The chorus drones a divine melody. Eyes flutter. Ears perk up. Incense fills the cathedral, from its stony corners to its highest ceilings. His love embraces the space. So God returns, again, to bless the forsaken. For churchgoers, the ceremony is a rebirth of sorts.
I float in a sea of entranced bodies, compelled by fervent supplication. My muttering fills the gaps between the priest’s call and the congregation’s response. Months have passed since I last entered any of God’s hallowed grounds. But I didn’t cry, squirm, or quiver. Instead, my mind turned towards men––transgressing this body, their body, and the body of divine law. My thoughts drowned out the chorus song. I couldn’t hear God’s voice.
I guess he made me stillborn. Now the priest approaches the pedestal for the sermon. He cracks the tome open, reciting the Book of Matthew. Each syllable steals into me, loosening lungs, lips, and limbs. The wooden pew manages to hold my body together.
I remember God’s touch again. It pierces through the hardness of good Christian teaching, tapping memories of my Nigerian Protestant upbringing. They steal me away from the sanctuary. I am suspended in the innards of my childhood church––a shoebox, not a cathedral. Images of my family populate my mind space. I watch this still life turn motion picture, as their likenesses jostle with the power of the Holy Ghost. But the chorus song forces my mind to return. Memory felt warmer than this place.
I stretch my neck to look up at Jesus. He’s wooden, instead of flesh. His body lies reposed on a bronze cross. But his eyes can’t see my disdain. The pomp and circumstance is sickening. As the congregation recites the Creed, I whisper, why make all this majesty to worship the poorest of men? This cathedral was too empty to contain God’s love.
But we made God out of suitcases scattered in shoebox sanctuaries. His love spoke through the vocal cords of our screeching children’s choir. It was the lilt of the shoddy American accent we used for our white neighbors. It lined the pots of rice we ate after what felt like a lifetime of ecstasy in a single service. God wasn’t as grand, or as beautiful, or as ostentatious as this place. We felt him, regardless. It was about his touch, not how we touched him.
But the priest’s sermon ends, and it’s time for communion. The nun enters the holy space. She passes the Bible to the priest. He kisses the Bible. Repeat: a kiss upon the Bible. The priest passes the Bible before the body and the blood. The congregation kisses the priest who kissed the Bible. The priest beckons us to read. We must read the Bible to become Catholic. Pick up and read. Pick up and read. But my mother’s scolding overshadows his call. Their Bible is a knife.
My hope, my fear, my love, and my hate spill out as tears. I unfurl, bereft of direction. I lay prostrate before the cross, parched for something called a future.
Suddenly, the priest commands our departure. But I couldn’t leave that place if I tried. My mind shattered in the sanctuary. It seemed the nun noticed, since she approached me after the service. It’s your choice to chart the next step, she says. Apparently, my Catholic faith could start today.
I flip through the Bible she hands me. If this Bible is a map of sorts, all I’ve journeyed through is the fullness of my mind, not the infinity of divine text. All I’ve known is sense at its most violent yet beautiful extremes. It’s all I have left besides a panoply of recovered images: human, divine, and otherwise. Now I make a soft kiss under moonlight, the matter of soliloquies. I turn a glance at ocean eyes into fiery want. I find the sinful sublime. It’s a cacophony of emotions, but it’s mine all the same. It sounds better than Gregorian chants.
I almost trip into oncoming traffic as I leave the cathedral. I know deep down that their Bible is not enough. I have to make something for myself, from myself. Catching my breath, I sprawl my tense body on a cold metal bench, like Jesus himself. I am overcome with sleep. Suddenly, I see an image of flickering candles around the sanctuary. My last thought: how do I become a body that not only flickers, but sparks?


- Exercise aim
The job is to find each line of the records below that includes the word "Dropoff" and copy it.

[[ Records supplied, beginning ]]

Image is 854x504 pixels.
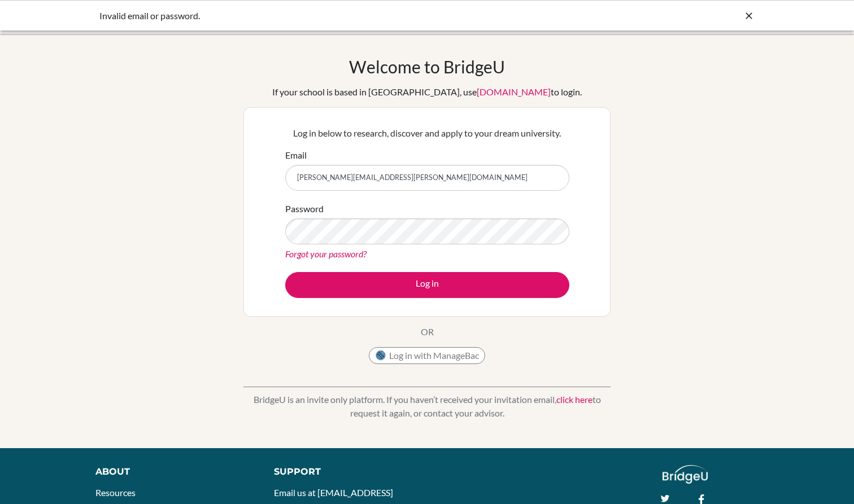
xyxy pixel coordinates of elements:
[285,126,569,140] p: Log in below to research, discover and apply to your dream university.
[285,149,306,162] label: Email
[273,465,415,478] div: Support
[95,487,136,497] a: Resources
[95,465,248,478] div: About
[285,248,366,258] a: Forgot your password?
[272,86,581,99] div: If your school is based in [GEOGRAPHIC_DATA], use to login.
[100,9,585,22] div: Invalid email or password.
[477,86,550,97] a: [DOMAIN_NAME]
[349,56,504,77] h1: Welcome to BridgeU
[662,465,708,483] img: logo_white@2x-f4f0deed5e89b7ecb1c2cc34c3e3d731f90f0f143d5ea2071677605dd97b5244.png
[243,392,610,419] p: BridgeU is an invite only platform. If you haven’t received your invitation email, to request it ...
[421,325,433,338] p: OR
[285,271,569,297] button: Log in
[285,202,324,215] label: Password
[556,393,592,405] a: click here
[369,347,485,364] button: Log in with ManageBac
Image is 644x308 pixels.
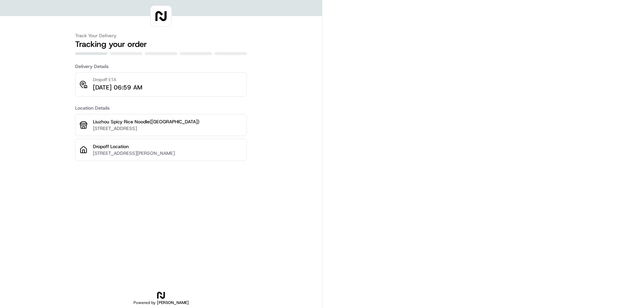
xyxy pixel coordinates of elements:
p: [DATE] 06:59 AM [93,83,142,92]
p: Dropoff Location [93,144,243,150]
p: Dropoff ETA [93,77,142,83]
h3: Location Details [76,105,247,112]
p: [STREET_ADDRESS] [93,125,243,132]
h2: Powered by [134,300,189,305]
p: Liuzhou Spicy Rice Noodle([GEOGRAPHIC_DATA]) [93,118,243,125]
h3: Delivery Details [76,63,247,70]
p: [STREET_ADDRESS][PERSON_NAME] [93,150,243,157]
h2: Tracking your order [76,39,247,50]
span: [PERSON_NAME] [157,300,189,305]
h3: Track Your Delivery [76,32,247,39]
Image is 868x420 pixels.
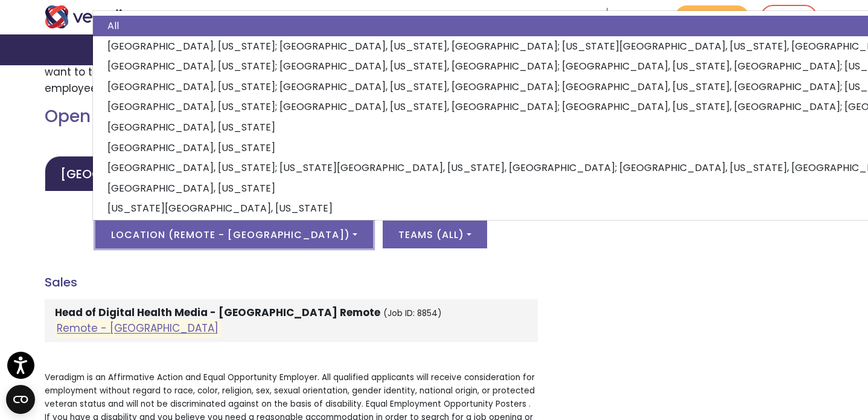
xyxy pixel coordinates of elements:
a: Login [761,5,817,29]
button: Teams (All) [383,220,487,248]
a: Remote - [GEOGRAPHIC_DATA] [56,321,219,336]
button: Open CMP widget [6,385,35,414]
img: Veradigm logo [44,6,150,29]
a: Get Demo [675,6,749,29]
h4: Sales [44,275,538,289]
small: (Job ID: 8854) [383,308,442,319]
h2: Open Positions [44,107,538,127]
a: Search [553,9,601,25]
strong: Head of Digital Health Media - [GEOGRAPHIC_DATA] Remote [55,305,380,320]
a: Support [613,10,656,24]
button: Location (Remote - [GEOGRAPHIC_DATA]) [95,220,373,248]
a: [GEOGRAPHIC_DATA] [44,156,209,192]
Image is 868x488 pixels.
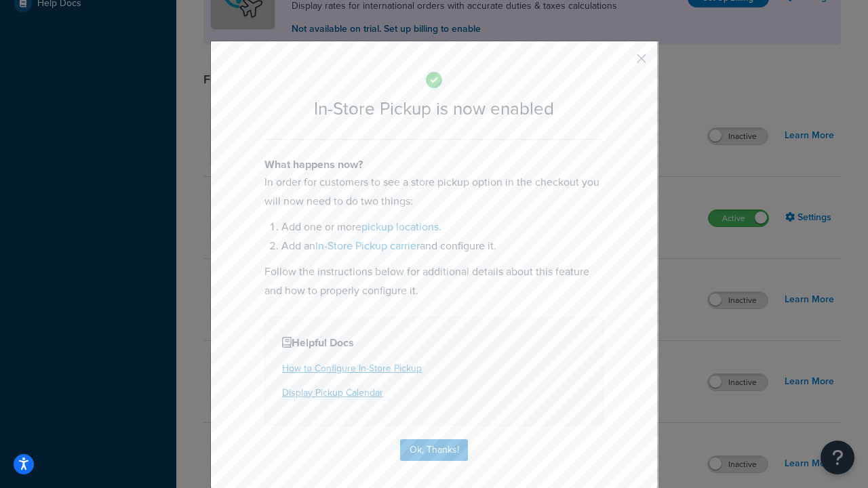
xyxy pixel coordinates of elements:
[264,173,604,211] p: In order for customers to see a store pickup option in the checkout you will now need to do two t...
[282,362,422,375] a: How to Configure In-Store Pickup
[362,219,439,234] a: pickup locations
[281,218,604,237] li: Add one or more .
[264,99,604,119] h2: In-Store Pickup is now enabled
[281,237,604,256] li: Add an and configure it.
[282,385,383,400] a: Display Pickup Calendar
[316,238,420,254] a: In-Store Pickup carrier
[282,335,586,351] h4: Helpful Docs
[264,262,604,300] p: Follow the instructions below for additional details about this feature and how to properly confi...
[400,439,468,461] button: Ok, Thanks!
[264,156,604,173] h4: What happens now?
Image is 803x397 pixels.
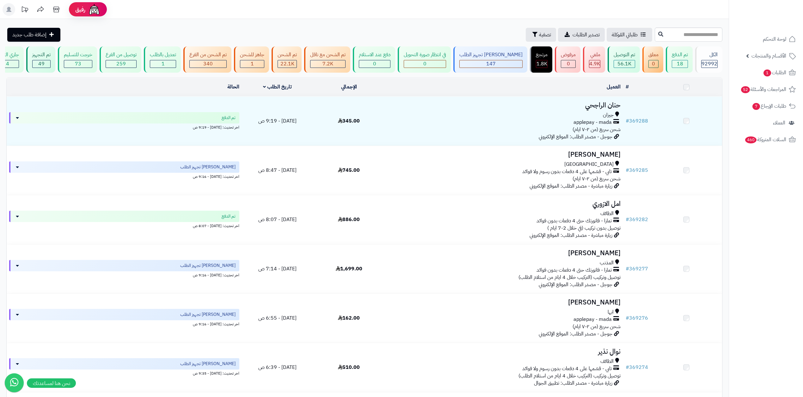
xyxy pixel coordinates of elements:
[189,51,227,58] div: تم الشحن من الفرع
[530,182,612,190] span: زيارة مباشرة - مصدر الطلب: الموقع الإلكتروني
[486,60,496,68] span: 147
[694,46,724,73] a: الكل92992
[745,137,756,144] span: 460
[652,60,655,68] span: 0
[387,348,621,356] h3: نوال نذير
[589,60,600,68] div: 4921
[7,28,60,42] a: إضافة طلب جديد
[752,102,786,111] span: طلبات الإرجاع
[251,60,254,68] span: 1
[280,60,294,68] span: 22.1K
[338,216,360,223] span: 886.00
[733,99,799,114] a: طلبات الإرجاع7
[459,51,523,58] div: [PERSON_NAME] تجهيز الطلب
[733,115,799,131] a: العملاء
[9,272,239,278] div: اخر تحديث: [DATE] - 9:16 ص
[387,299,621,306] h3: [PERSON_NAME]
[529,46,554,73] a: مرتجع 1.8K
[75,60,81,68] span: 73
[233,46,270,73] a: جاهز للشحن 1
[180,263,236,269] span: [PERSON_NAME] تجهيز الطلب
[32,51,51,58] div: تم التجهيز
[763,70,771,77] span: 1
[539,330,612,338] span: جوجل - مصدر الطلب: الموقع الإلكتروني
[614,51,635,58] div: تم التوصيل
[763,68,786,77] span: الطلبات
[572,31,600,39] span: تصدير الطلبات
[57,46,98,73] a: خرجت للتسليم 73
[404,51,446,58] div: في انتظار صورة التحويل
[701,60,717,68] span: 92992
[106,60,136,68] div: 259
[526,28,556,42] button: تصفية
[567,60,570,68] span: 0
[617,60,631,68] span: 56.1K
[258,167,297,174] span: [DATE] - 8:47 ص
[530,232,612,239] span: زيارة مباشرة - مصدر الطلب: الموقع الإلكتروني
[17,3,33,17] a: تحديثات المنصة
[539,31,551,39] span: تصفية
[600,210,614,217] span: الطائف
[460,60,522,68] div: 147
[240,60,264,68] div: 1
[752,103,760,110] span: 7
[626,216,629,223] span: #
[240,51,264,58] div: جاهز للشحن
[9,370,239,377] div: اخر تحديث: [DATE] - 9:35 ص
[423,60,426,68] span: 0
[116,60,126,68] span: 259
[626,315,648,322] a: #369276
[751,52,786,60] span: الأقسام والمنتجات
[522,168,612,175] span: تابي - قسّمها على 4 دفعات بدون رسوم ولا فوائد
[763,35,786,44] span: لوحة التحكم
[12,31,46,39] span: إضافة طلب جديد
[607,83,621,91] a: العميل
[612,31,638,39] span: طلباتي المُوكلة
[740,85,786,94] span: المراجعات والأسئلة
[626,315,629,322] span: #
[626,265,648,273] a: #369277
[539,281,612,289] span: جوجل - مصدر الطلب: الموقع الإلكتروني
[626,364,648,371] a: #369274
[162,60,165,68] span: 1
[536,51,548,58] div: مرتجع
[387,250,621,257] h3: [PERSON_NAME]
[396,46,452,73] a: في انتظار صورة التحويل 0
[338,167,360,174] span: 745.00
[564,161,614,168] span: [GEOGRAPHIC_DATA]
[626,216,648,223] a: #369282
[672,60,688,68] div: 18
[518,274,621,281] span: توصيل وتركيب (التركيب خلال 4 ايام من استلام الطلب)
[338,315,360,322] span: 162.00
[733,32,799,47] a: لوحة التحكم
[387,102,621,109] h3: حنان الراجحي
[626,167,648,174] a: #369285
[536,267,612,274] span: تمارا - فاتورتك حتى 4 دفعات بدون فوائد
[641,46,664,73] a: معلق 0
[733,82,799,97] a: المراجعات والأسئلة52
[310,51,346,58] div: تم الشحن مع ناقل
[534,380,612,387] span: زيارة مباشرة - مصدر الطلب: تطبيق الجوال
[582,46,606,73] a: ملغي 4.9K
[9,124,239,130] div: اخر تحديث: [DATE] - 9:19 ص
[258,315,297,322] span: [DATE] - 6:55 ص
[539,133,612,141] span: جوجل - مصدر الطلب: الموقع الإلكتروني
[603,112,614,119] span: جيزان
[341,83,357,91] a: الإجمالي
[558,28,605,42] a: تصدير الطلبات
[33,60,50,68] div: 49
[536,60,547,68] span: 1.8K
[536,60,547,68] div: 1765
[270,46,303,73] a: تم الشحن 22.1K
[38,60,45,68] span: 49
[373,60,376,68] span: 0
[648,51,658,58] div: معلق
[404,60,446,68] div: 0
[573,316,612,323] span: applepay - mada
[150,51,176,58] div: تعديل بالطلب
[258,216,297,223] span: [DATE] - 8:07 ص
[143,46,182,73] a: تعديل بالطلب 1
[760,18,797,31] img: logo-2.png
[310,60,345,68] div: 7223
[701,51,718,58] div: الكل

[[ Records supplied, end ]]

- Written solution
p: Dropoff Location [93,144,243,150]
p: Dropoff ETA [93,77,142,83]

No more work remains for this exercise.